Prepping Fifth-Generation Fighters for Tomorrow’s Conflict
As technology continues to evolve, companies are innovating to meet the future demands of militaries. This is particularly true in the air domain. According to Popular Mechanics1, the leading fifth-generation stealth fighter costs approximately $44,000 per hour per aircraft to fly, making this an expensive red-air training option for militaries. In addition, training exercises cannot replicate the complexity of the battlefield environment with enough fidelity to provide for a high-quality learning experience for trainees, or an effective test ground for sophisticated onboard systems. With advanced equipment and weaponry that require an increasing amount of training aircraft and accessories, militaries are turning to companies like Textron Systems for new ways to prepare for conflict.
Through interactive, multi-spectral advanced environment creation, Textron Systems has harnessed the ability to refabricate the future in the laboratory. Using high-fidelity environment simulators, a massive repertoire of experiences can be provided to advanced fifth-generation fighters. Since the technology housed in these fighter aircraft lack inherent intuition, the experiences administered during training give the technology the maturity it needs to succeed in the multi-domain battlespace.
“It is no longer a conventional fight – it is often a fight people can’t see,” stated Steve Mensh, Senior Vice President, Electronic Systems. To best tackle the obstacles that plague traditional methods of conflict preparation, test and training have moved off the range and into the lab.
Fifth-generation fighters are really the first to account for the saturated electromagnetic spectrum environment with advanced communications, navigation and electronic warfare systems onboard. To fully meet the challenges of the battlefield environment, these systems must be trained to leverage the spectrum defensively and offensively. Electromagnetic Environment simulators (EMS) are ideally suited to allow the customer to prepare its systems and people for future use.
To accomplish this, the asset’s computer must be taught the correct responses – but at the speed of machine learning. With their enhanced capabilities come the ability to quickly recognize a change in environment and react to it, shifting to an alternate setting in a fraction of a second. To provide this service, complex programming and software skills are required. The team at Textron Systems is one of few able to successfully create and implement a high-fidelity interactive simulated battlefield environment able to unleash the aircraft’s full capability.
After years of dedicated research and development, Textron Systems is redefining machine learning through an innovative solution. “We imagined what the requirements would be and then created a product to deliver those requirements,” stated Byron Green, Vice President, Global Sales & Strategy.
Using its Advanced Architecture Phase Amplitude and Time Simulator (A2PATS®), Textron Systems can help customers program the computer and software housed in advanced fighters to elicit the correct responses for the wide variety of scenarios it could encounter. These scenario-based sequences allow the computer to learn more, as each individual scenario is rehearsed within the A2PATS environment. These singular experiences become a robust repertoire of responses that continues to grow with each new sequence. “With this training, the computer will be able to evaluate its past experiences to determine the best outcome based on what it has learned,” said Green.
These complex and comprehensive simulated training scenarios yield aircraft and pilots who have experienced the rigors of warfare in a spectrum-challenged environment, without having to leave the runway.
As militaries around the world continue to prepare for the continuously evolving multi-domain battlespace, the capabilities provided by Textron Systems’ A2PATS technology gives customers the chance to prepare their equipment and people for the next fight. Success will require technology that’s capable of fighting a continuous barrage of attempted exploitations, as well as able to harness the electromagnetic spectrum as an offensive tool. Combining these strengths with multi-spectral proficiency and coordinated teaming with multiple aircraft will only increase the customer’s effectiveness. The continued development and learning will ensure these challenges are met and defeated.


Reproduce, unchanged, the lines between the one holding "Locate an element" and the last line of the records, including both ends, but no pictures.

Saved data entries:

++++++++++++++++++++

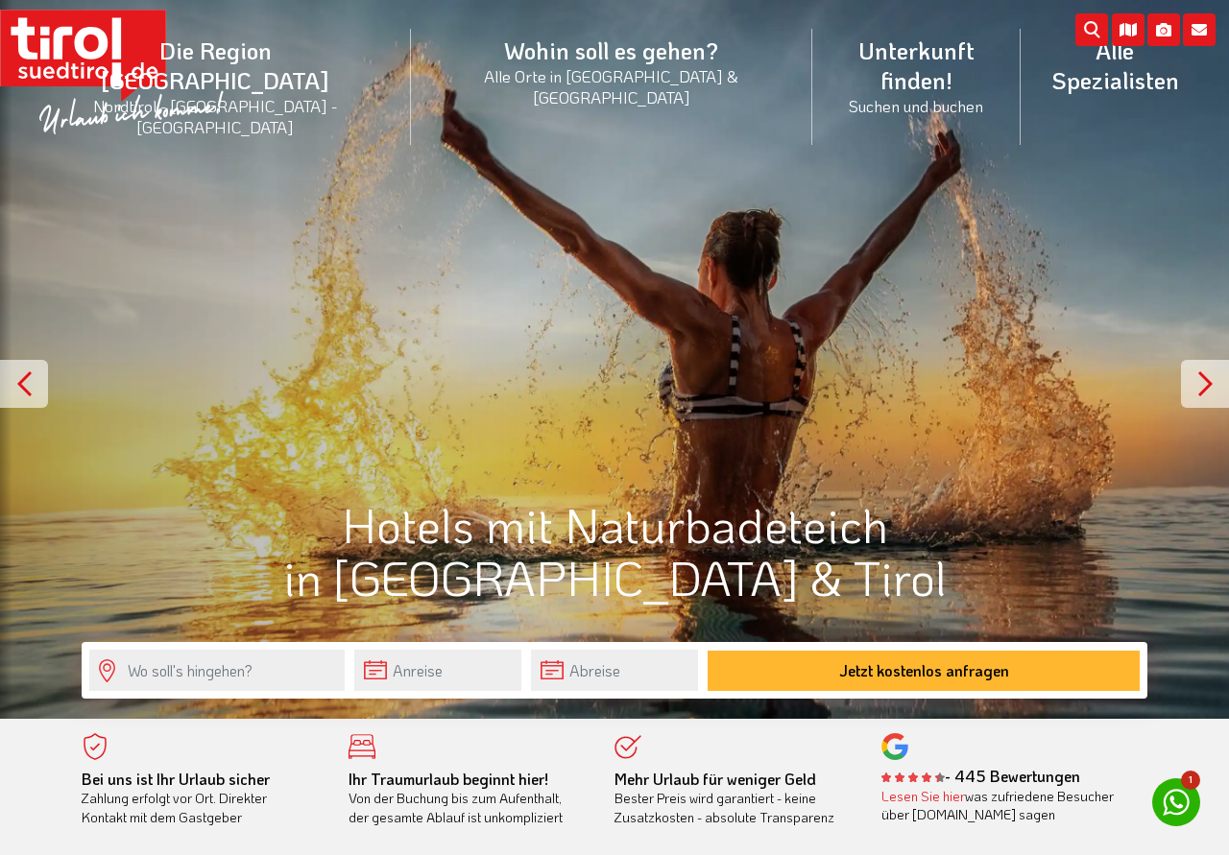 The image size is (1229, 855). Describe the element at coordinates (923, 796) in the screenshot. I see `a: Lesen Sie hier` at that location.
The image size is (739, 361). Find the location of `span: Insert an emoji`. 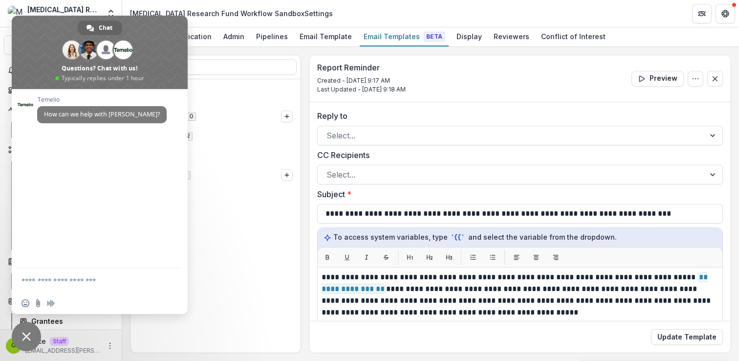

span: Insert an emoji is located at coordinates (25, 303).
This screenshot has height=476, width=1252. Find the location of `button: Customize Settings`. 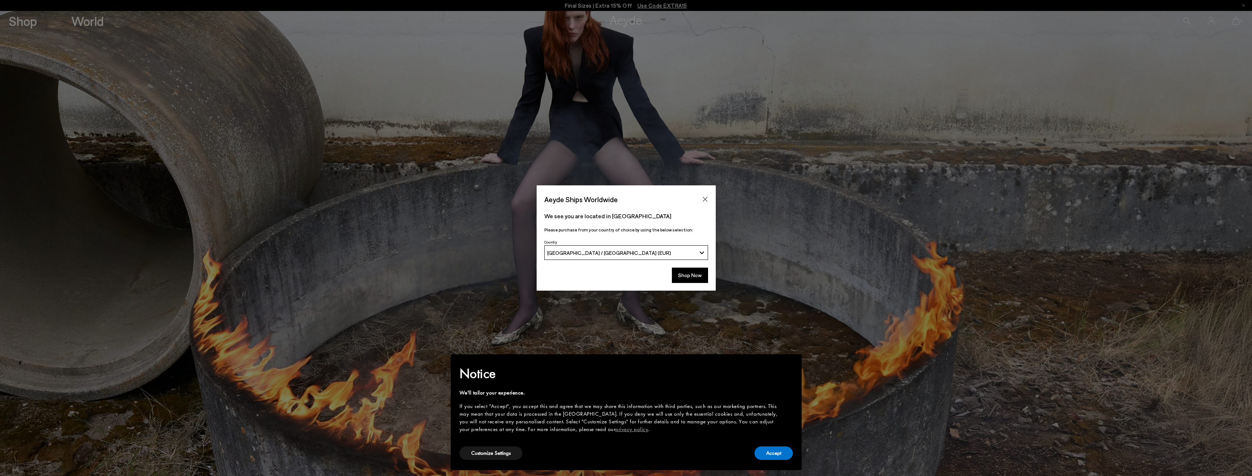

button: Customize Settings is located at coordinates (491, 453).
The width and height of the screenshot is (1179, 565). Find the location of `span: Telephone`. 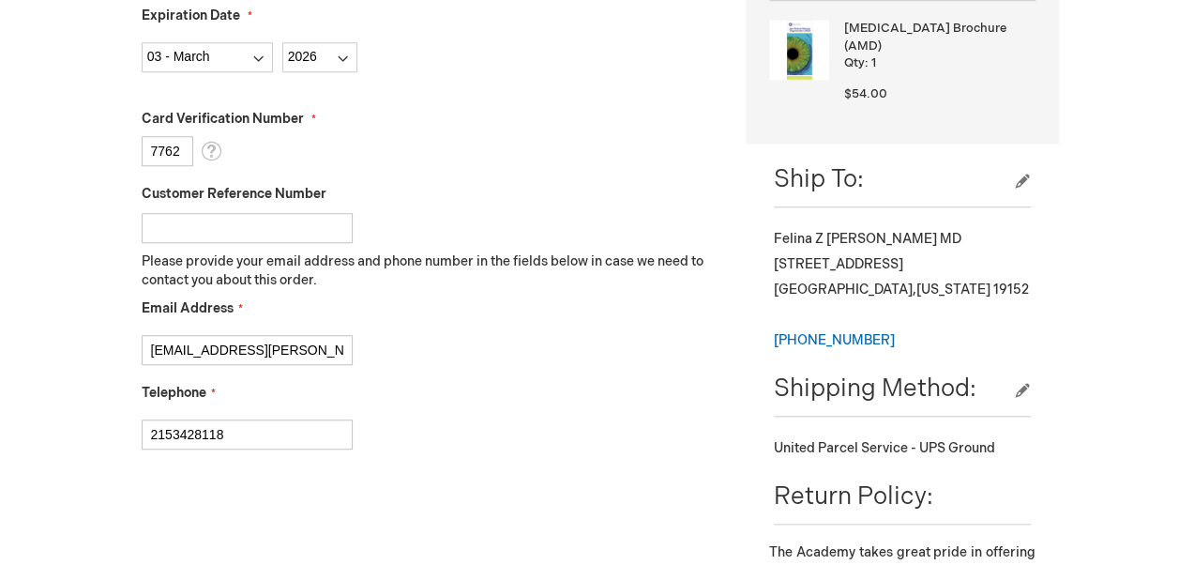

span: Telephone is located at coordinates (174, 392).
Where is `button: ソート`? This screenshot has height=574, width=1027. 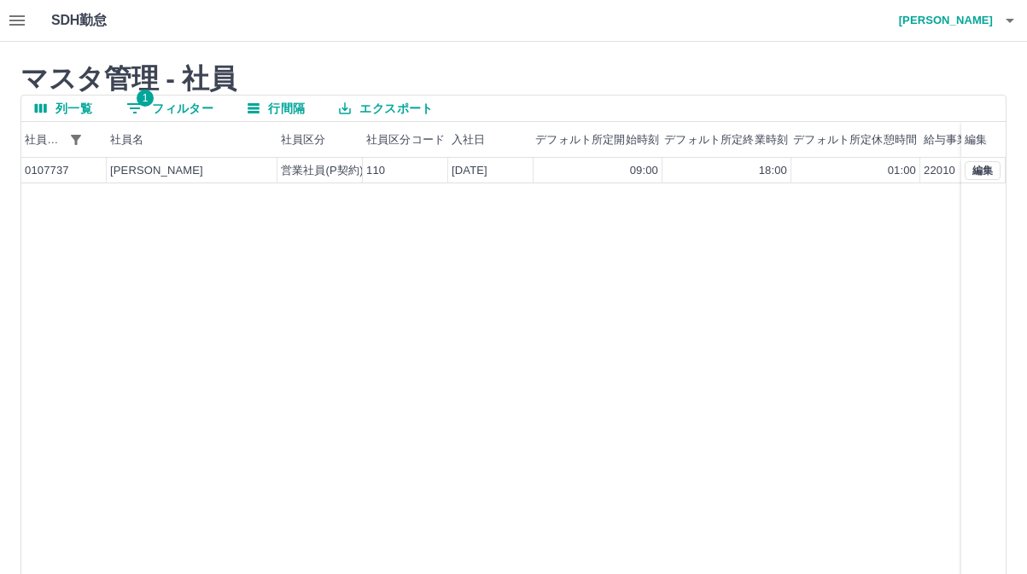 button: ソート is located at coordinates (100, 140).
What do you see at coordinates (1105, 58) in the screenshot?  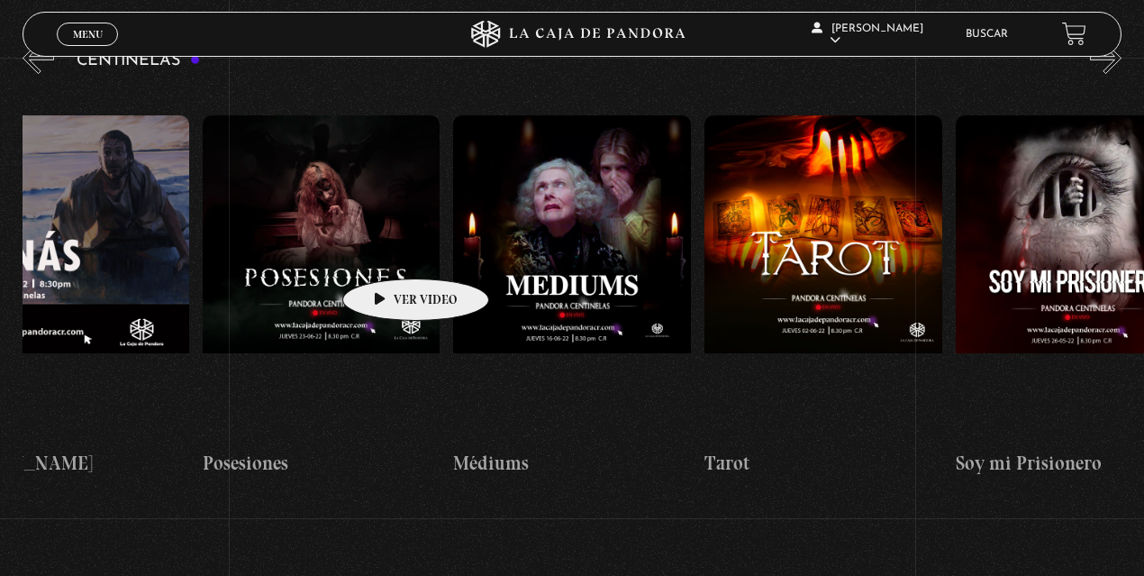 I see `button: Next` at bounding box center [1105, 58].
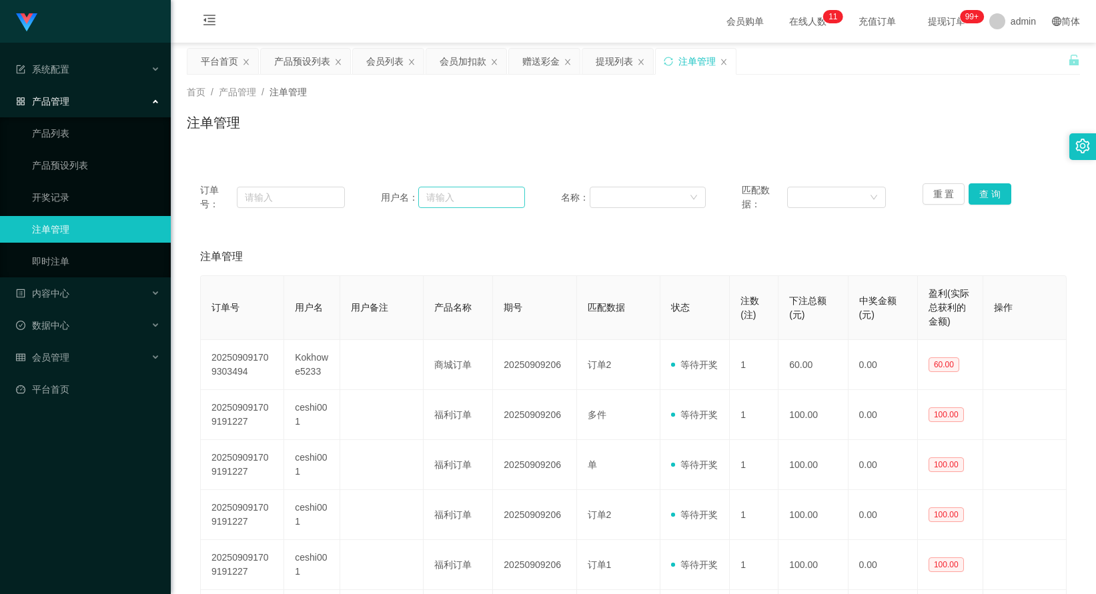 The image size is (1096, 594). Describe the element at coordinates (949, 308) in the screenshot. I see `span: 盈利(实际总获利的金额)` at that location.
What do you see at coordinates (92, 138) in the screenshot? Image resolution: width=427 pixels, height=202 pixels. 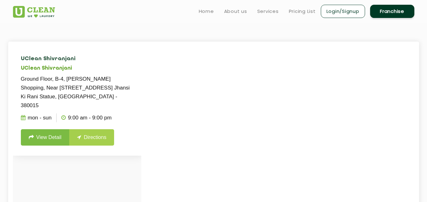 I see `a: Directions` at bounding box center [92, 138].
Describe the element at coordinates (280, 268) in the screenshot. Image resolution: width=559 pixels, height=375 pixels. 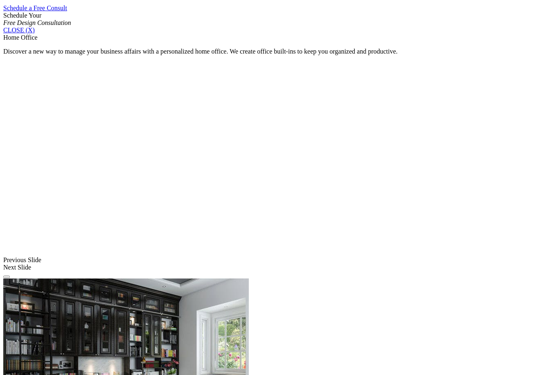
I see `div: Next Slide` at that location.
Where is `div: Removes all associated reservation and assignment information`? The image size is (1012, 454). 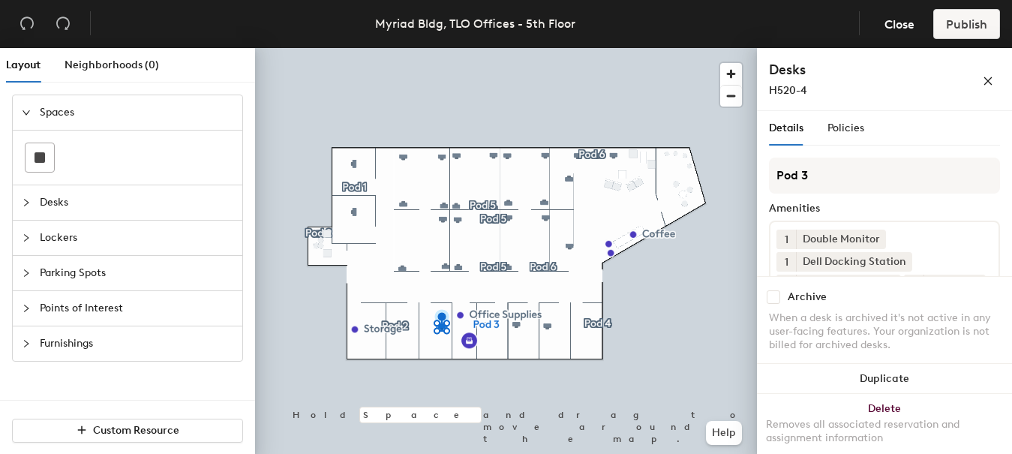
div: Removes all associated reservation and assignment information is located at coordinates (885, 431).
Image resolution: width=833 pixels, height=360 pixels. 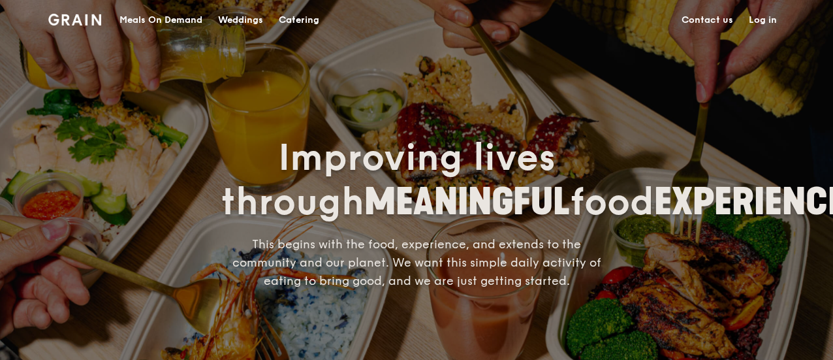 I want to click on div: Meals On Demand, so click(x=161, y=20).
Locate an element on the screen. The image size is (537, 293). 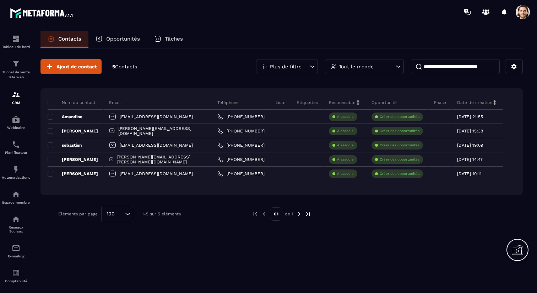
p: Nom du contact is located at coordinates (71, 102).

++++++++++++++++++++

*EXERCISE OUTPUT*
Locate an element on the screen. The image size is (537, 293). 
p: Nom du contact is located at coordinates (71, 102).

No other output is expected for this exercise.